Talmud Pesachim 56a has it that from this encounter comes the way in which we say the first two lines of the Shema. It is as if the sons of Jacob were able to reassure their father that they would continue his legacy of the Israelite religion and relationship with God that became Judaism by saying to him on his deathbed “Shema Yisrael, hear O Israel (the alternative name for Jacob), Adonai Eloheynu (the Eternal One will be our God), Adonai Echad (the Eternal God is one). Then Jacob, hearing his sons, said in his faltering now quiet voice “Baruch Shem Cavod Malchuto l’olam Va’ed” – Blessed be God’s glorious name, now I know that His Kingdom will last forever and ever. That perhaps is why we say the Baruch Shem Cavod in a quieter tone than the first line of the Shema every day apart from Yom Kippur.

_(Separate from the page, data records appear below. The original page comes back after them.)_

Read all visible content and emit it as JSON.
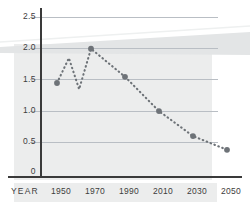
{
  "chart_data": {
    "type": "line",
    "title": "",
    "subtitle": "",
    "xlabel": "YEAR",
    "ylabel": "",
    "xlim": [
      1940,
      2056
    ],
    "ylim": [
      0,
      2.5
    ],
    "grid": true,
    "legend": null,
    "marker": "circle",
    "linestyle": "dotted",
    "series_color": "#6e7378",
    "x_tick_labels": [
      "1950",
      "1970",
      "1990",
      "2010",
      "2030",
      "2050"
    ],
    "x_ticks": [
      1950,
      1970,
      1990,
      2010,
      2030,
      2050
    ],
    "y_tick_labels": [
      "0",
      "0.5",
      "1.0",
      "1.5",
      "2.0",
      "2.5"
    ],
    "y_ticks": [
      0,
      0.5,
      1.0,
      1.5,
      2.0,
      2.5
    ],
    "series": [
      {
        "name": "series-1",
        "x": [
          1950,
          1957,
          1963,
          1970,
          1990,
          2010,
          2030,
          2050
        ],
        "values": [
          1.45,
          1.85,
          1.35,
          2.0,
          1.55,
          1.0,
          0.6,
          0.38
        ],
        "marker_x": [
          1950,
          1970,
          1990,
          2010,
          2030,
          2050
        ],
        "marker_values": [
          1.45,
          2.0,
          1.55,
          1.0,
          0.6,
          0.38
        ]
      }
    ]
  },
  "colors": {
    "background": "#ffffff",
    "panel": "#eceded",
    "gridline": "#b9bec4",
    "axis": "#3a3a3a",
    "text": "#3d3d3d",
    "series": "#6e7378",
    "wedge": "#e3e5e6"
  }
}
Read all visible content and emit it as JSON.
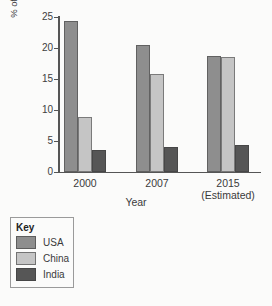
{
  "chart_data": {
    "type": "bar",
    "title": "",
    "xlabel": "Year",
    "ylabel": "% of world total energy consumption",
    "ylabel_line1": "% of world total energy",
    "ylabel_line2": "consumption",
    "categories": [
      "2000",
      "2007",
      "2015"
    ],
    "category_sublabels": [
      "",
      "",
      "(Estimated)"
    ],
    "series": [
      {
        "name": "USA",
        "color": "#8e8e8e",
        "values": [
          24.3,
          20.5,
          18.7
        ]
      },
      {
        "name": "China",
        "color": "#c5c5c5",
        "values": [
          8.9,
          15.8,
          18.5
        ]
      },
      {
        "name": "India",
        "color": "#565656",
        "values": [
          3.6,
          4.1,
          4.4
        ]
      }
    ],
    "ylim": [
      0,
      25
    ],
    "yticks": [
      "0",
      "5",
      "10",
      "15",
      "20",
      "25"
    ],
    "grid": false,
    "legend_position": "below-left"
  },
  "legend": {
    "title": "Key",
    "entries": [
      {
        "label": "USA"
      },
      {
        "label": "China"
      },
      {
        "label": "India"
      }
    ]
  }
}
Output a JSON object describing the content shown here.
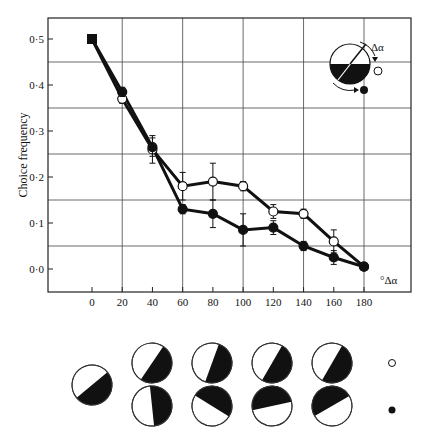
{
  "chart_data": {
    "type": "line",
    "title": "",
    "xlabel": "°Δα",
    "ylabel": "Choice frequency",
    "x": [
      0,
      20,
      40,
      60,
      80,
      100,
      120,
      140,
      160,
      180
    ],
    "xlim": [
      -25,
      210
    ],
    "ylim": [
      -0.05,
      0.55
    ],
    "x_ticks": [
      "0",
      "20",
      "40",
      "60",
      "80",
      "100",
      "120",
      "140",
      "160",
      "180"
    ],
    "y_ticks": [
      "0·0",
      "0·1",
      "0·2",
      "0·3",
      "0·4",
      "0·5"
    ],
    "grid": true,
    "series": [
      {
        "name": "open circles (rotation in direction of arrow to open circle)",
        "marker": "open-circle",
        "values": [
          0.5,
          0.37,
          0.26,
          0.18,
          0.19,
          0.18,
          0.125,
          0.12,
          0.06,
          0.005
        ],
        "errors": [
          0,
          0.01,
          0.03,
          0.03,
          0.04,
          0.01,
          0.015,
          0.01,
          0.025,
          0.005
        ]
      },
      {
        "name": "filled circles (rotation in direction of arrow to filled circle)",
        "marker": "filled-circle",
        "values": [
          0.5,
          0.385,
          0.265,
          0.13,
          0.12,
          0.085,
          0.09,
          0.05,
          0.025,
          0.005
        ],
        "errors": [
          0,
          0.01,
          0.02,
          0.01,
          0.03,
          0.035,
          0.015,
          0.01,
          0.015,
          0.005
        ]
      }
    ],
    "start_marker": "filled-square at (0, 0.5)",
    "inset_label": "Δα",
    "annotations": [
      "inset: half-black disk with rotation arrows to open and filled circles"
    ]
  },
  "patterns": {
    "reference_angle": 40,
    "open_row_angles": [
      0,
      20,
      60,
      100,
      140
    ],
    "filled_row_angles": [
      0,
      -20,
      -60,
      -100,
      -140
    ],
    "legend_open": "○",
    "legend_filled": "●"
  }
}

Jacob’s were good final days – with the chance to express what he needed to and the opportunity to hear those whom he had brought into the world assuring him that the values he had established would continue. L’dor vaDor, from generation to generation.
Dr Atul Gawande, Professor of Surgery and Public Health at Harvard Medical School published his book Being Mortal in 2015. In this book he critiqued the way in which our western society deals with our final years. He says that our way to support someone at the end of their life is to take things away from them in the name of health, giving the example of people with Alzheimer’s who want a nice biscuit being given pureed food in case of choking. He writes that our old age homes and hospital set up for caring for the very elderly have the tendency to look after people by their symptoms – their end of life problems, not by their personalities and choices, they are not sufficiently known as people. We extend life but severely compromise the quality of it.
He says that this need not be an inevitable consequence of our society where our economy is based on enabling young people to be free to work and live where they want, generating pensions which mean that in their own old age they can live without family. We could work harder to give the very elderly choice and hear their understanding of the trade-offs that they are willing to make in order to continue living life with quality. He writes that the focus in recent years, and especially in recent weeks in the UK, on the question of assisted dying has made us forget that it is assisted living that we all will one day need.
The Prophet Zechariah paints a beautiful vision of the future of relationship between generations. Zechariah (8:4-5) speaks of a perfect future when : Old men and old women shall again dwell in the streets of Jerusalem, and every man with his staff in his hand for the fullness of days. And the streets of the city shall be full of boys and girls playing in its streets.
Judaism is a religion of L’dor va Dor – from generation to generation, from Jacob to his children and grandchildren, from each of us to the children who are part of our community and from them back to us – what an appropriate Hebrew name for our congregation with over 500 young people under 21 and also 500 senior people over 85. Eshter Collins sons, having witnessed with wonder their mother passing through her 105th birthday, still well able to do her party trick of standing up and touching he toes, and still going up and down her stairs at home several times a day, were sure that she would manage Joseph’s life span in our portion of 110 years. But it was not to be as she passed away peacefully in her son Sheldon’s home, staying over for the winter holidays.
We treasure them when they are gone but well before this may our oldest generation be as close to our hearts as our youngest.